YOUR OBJECTIVE: Beginning at the line with "Identify the location of language-item: English." in the records below, return each line up to and including the last, exactly as it stands, but not the pictures.

SOURCE MATERIAL:

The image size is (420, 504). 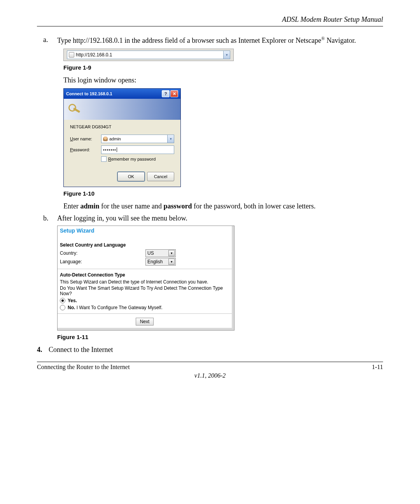 What do you see at coordinates (145, 322) in the screenshot?
I see `next-button: Next` at bounding box center [145, 322].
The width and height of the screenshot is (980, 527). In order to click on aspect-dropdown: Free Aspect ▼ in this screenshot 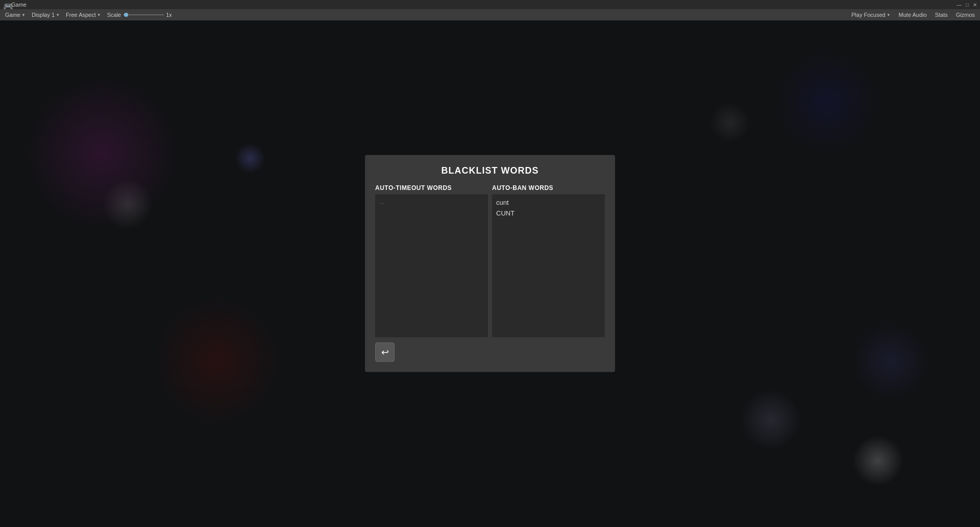, I will do `click(84, 15)`.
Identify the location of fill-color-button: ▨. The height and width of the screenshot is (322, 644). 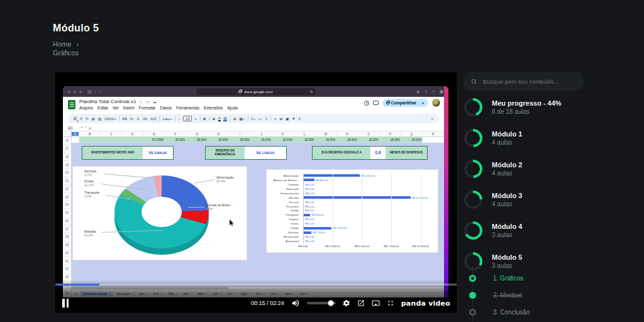
(225, 119).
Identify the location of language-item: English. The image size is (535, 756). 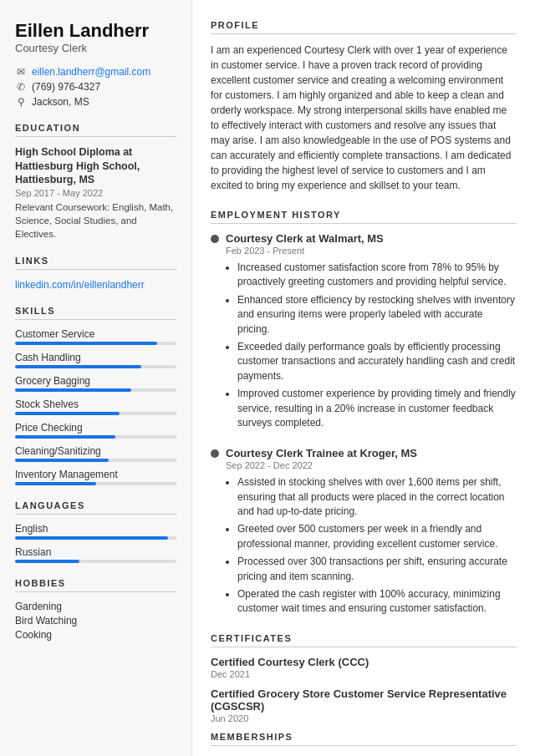
(95, 531).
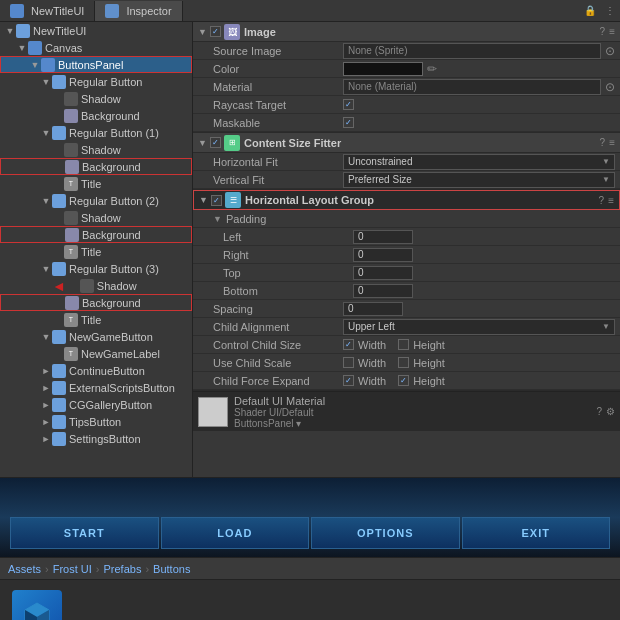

RESPONSE BOX:
Identify the location of language-item: English. The image size is (535, 756). 
(95, 531).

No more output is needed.